📝 Site Analytics for Job Applications

30 Sep, 2020 — 5 min

As a recent grad trying to find a job, any information I can get to help my job search is valuable. By tracking site traffic, I can try to measure whether recruiters are getting past my resume.

Why?

Unfortunately, there are a lot of other people trying to get jobs right now and LinkedIn’s job insights tells me that I’m fighting for entry-level jobs asking 0-1 years of experience with people who have Master’s Degrees and senior-level titles. While LinkedIn will tell me who is visiting my profile, or at least how many people, I know that who visits my website is important as well.

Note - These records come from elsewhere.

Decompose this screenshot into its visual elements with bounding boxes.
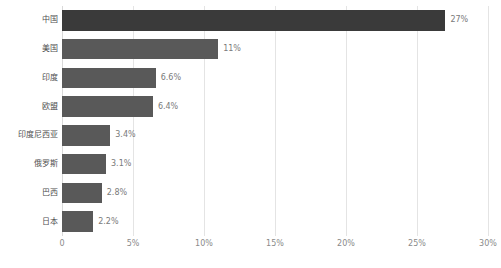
bar-value-label: 27% — [450, 16, 468, 24]
bar[interactable] — [62, 125, 110, 146]
bar-rows: 27%11%6.6%6.4%3.4%3.1%2.8%2.2% — [62, 6, 488, 236]
bar-row[interactable]: 11% — [62, 39, 488, 60]
chart-title-clipped: 各国二氧化碳排放量统计图 — [0, 0, 501, 4]
bar-row[interactable]: 3.4% — [62, 125, 488, 146]
bar-chart: 各国二氧化碳排放量统计图 中国美国印度欧盟印度尼西亚俄罗斯巴西日本 27%11%… — [0, 0, 501, 268]
bar-row[interactable]: 2.2% — [62, 211, 488, 232]
bar-row[interactable]: 6.6% — [62, 68, 488, 89]
bar[interactable] — [62, 154, 106, 175]
bar-value-label: 6.4% — [158, 103, 178, 111]
category-label: 巴西 — [0, 189, 58, 197]
x-tick-label: 15% — [266, 240, 284, 248]
bar[interactable] — [62, 68, 156, 89]
category-label: 印度 — [0, 74, 58, 82]
bar-value-label: 3.1% — [111, 160, 131, 168]
bar[interactable] — [62, 10, 445, 31]
bar-row[interactable]: 6.4% — [62, 96, 488, 117]
category-label: 俄罗斯 — [0, 160, 58, 168]
y-axis-category-labels: 中国美国印度欧盟印度尼西亚俄罗斯巴西日本 — [0, 6, 58, 236]
x-tick-label: 20% — [337, 240, 355, 248]
gridline-30 — [488, 6, 489, 236]
x-axis-tick-labels: 05%10%15%20%25%30% — [62, 240, 488, 254]
bar[interactable] — [62, 211, 93, 232]
category-label: 中国 — [0, 16, 58, 24]
bar[interactable] — [62, 183, 102, 204]
bar[interactable] — [62, 96, 153, 117]
bar-value-label: 3.4% — [115, 131, 135, 139]
category-label: 印度尼西亚 — [0, 131, 58, 139]
bar[interactable] — [62, 39, 218, 60]
category-label: 日本 — [0, 218, 58, 226]
bar-value-label: 2.8% — [107, 189, 127, 197]
bar-value-label: 2.2% — [98, 218, 118, 226]
x-tick-label: 30% — [479, 240, 497, 248]
plot-area: 27%11%6.6%6.4%3.4%3.1%2.8%2.2% — [62, 6, 488, 236]
category-label: 欧盟 — [0, 103, 58, 111]
x-tick-label: 10% — [195, 240, 213, 248]
bar-row[interactable]: 2.8% — [62, 183, 488, 204]
bar-row[interactable]: 3.1% — [62, 154, 488, 175]
x-tick-label: 0 — [59, 240, 64, 248]
category-label: 美国 — [0, 45, 58, 53]
bar-value-label: 11% — [223, 45, 241, 53]
x-tick-label: 25% — [408, 240, 426, 248]
x-tick-label: 5% — [127, 240, 140, 248]
bar-value-label: 6.6% — [161, 74, 181, 82]
bar-row[interactable]: 27% — [62, 10, 488, 31]
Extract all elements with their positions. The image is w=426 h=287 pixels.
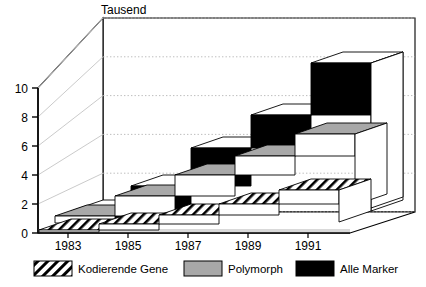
- y-tick-label-10: 10: [15, 82, 29, 96]
- y-axis: 0 2 4 6 8 10: [15, 82, 38, 241]
- legend-label-alle-marker: Alle Marker: [340, 263, 398, 275]
- chart-legend: Kodierende Gene Polymorph Alle Marker: [34, 261, 398, 276]
- y-tick-label-2: 2: [21, 198, 28, 212]
- x-tick-label-1989: 1989: [235, 239, 262, 253]
- legend-label-polymorph: Polymorph: [228, 263, 283, 275]
- x-axis: 1983 1985 1987 1989 1991: [38, 233, 350, 253]
- x-tick-label-1991: 1991: [295, 239, 322, 253]
- legend-swatch-gray: [184, 261, 222, 276]
- legend-label-kodierende-gene: Kodierende Gene: [78, 263, 168, 275]
- legend-item-polymorph[interactable]: Polymorph: [184, 261, 283, 276]
- x-tick-label-1985: 1985: [115, 239, 142, 253]
- chart-container: 0 2 4 6 8 10 Tausend: [0, 0, 426, 287]
- y-tick-label-8: 8: [21, 111, 28, 125]
- legend-swatch-black: [296, 261, 334, 276]
- x-tick-label-1987: 1987: [175, 239, 202, 253]
- x-tick-label-1983: 1983: [55, 239, 82, 253]
- three-d-step-chart: 0 2 4 6 8 10 Tausend: [0, 0, 426, 287]
- legend-item-kodierende-gene[interactable]: Kodierende Gene: [34, 261, 168, 276]
- legend-item-alle-marker[interactable]: Alle Marker: [296, 261, 398, 276]
- y-tick-label-4: 4: [21, 169, 28, 183]
- legend-swatch-hatch: [34, 261, 72, 276]
- y-tick-label-0: 0: [21, 227, 28, 241]
- axis-unit-label: Tausend: [101, 3, 146, 17]
- y-tick-label-6: 6: [21, 140, 28, 154]
- plot-left-wall: [38, 18, 103, 233]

Also, knowing what pages are being visited is helpful information because it can tell me what people find useful and feed back into prioritizing the content I want to make.

Approach

The approach I took on this was fairly simple - I didn’t want to use any JavaScript. Being a user of tracker-blocking features/extensions in my browser, I know I don’t want unneccesary scripts being loaded into pages and others don’t either. If I wanted accurate page and visitor counts, I need to use server logs.

Considerations

Before I get into how I set this up, let’s talk privacy for a moment. While neither the California Consumer Privacy Act (CCPA) nor the General Data Protection Regulation (GDPR) apply to me as a non-commercial entity, it’s still best practice to respect the privacy of people visiting the site. By using server logs instead of browser cookies or JavaScript, most of the issues are immediately eliminated. I can’t see what’s happening on a user’s page once they load it, and for what I care that’s perfectly ok. Additionally, I have IP Anonymization turned on.

However, there is a caveat to this. I do have geolocation on, and sessions can still be tracked via the combination of anonymous IP & user agent. Regardless, geolocation isn’t particularly accurate and it would be impossible for me to determine who a user is unless they gave me a record of where they were from and everything they did. For example, “a Chrome user from the New York City read a blog post” is still very unspecific. Even if I have a specific town, IPs are allocated in blocks and ISPs use them as a general pool within a region. In the analytics, I appear on the opposite side of the SF Bay from where I actually am.

What this can let me do though, is track traffic by metro area. For example, if I apply to a bunch of jobs in Austin, Texas and I don’t see any new traffic, it means that companies aren’t making it past my resume. But if I apply to a dozen jobs and get even a little traffic from an area, it tells me that someone was interested and was willing to keep reading.

Using the Data

Analytics data can tell me about issues on the site.

For better or worse, bots are really dumb but also check for pages they remember. Thus, when they attempt to index pages, they visit any known links and that can be used to validate whether the links are working.

One of the other changes I made recently was merging three of my personal sites together. While I set up redirection, some parts didn’t merge cleanly. For example, I no longer serve AMP content, and I didn’t account for tags. Having bots visit URLs and getting error codes in logs let me identify these redirects as needing a fix.

Another example of using this data is to see what pages are of value to actual users (measuring by views). While Matomo does a nice job of separating bots and non-bots, it’s not perfect and I have some cross-domain traffic from real users. However, a simple check is to see whether a visitor requested a static asset (such as CSS or JS). This overcompensates because Cloudflare caches CSS & JS files, but it’s an easy way to get a good signal-noise ratio when analyzing data (in part because of low traffic and cache misses as a result).

Another future way I plan to use data is to see how many people view my resume on my portfolio site. This is another easy way to track job-related traffic on my site. Since a recruiter likely has my resume already, they shouldn’t be viewing the page, but it’s worth seeing what happens.

How

Since I’m a recent grad without a job and I have two domains, so I don’t want to pay for analytics. Cloudflare’s free plan didn’t give me the level of detail I wanted, and Cloudflare Pro would cost me $20/mon so I was going to need to set something up.

I first moved my personal websites from GitLab Pages to being served by Nginx on my VPS. This let me get access logs while also giving me a bit more control over how my site was served.

I then set up an instance of Matomo, a Google Analytics alternative, using a different port so that scripts could access it independent of other traffic. For extra security, the Matomo instance requires auth at the Nginx-level in addition to the instance itself.

To read the logs, I set up the Log Analytics script. Since I wanted data to be logged real-time instead of sitting around, I used the rsyslog method of having Nginx log to a socket (rsyslog was used instead of syslog-ng because Dokku, which I also use, already has it as a dependency). A couple tweaks I made were a fix for an API bug and using the Cloudflare header for getting the IP ($http_cf_connecting_ip Nginx variable). Another choice that I made was to log bot and static resource traffic; see the previous section.

To test the site, I used curl with the --resolve option to override DNS and send requests to my VPS before I moved real traffic over.

Wrapping Up

I’m now moving more of my sites to my VPS and thus where I can track analytics. As a user, you won’t notice; Cloudflare proxies the traffic anyway. If you are a recruiter, thanks for spending time reading more than just my resume.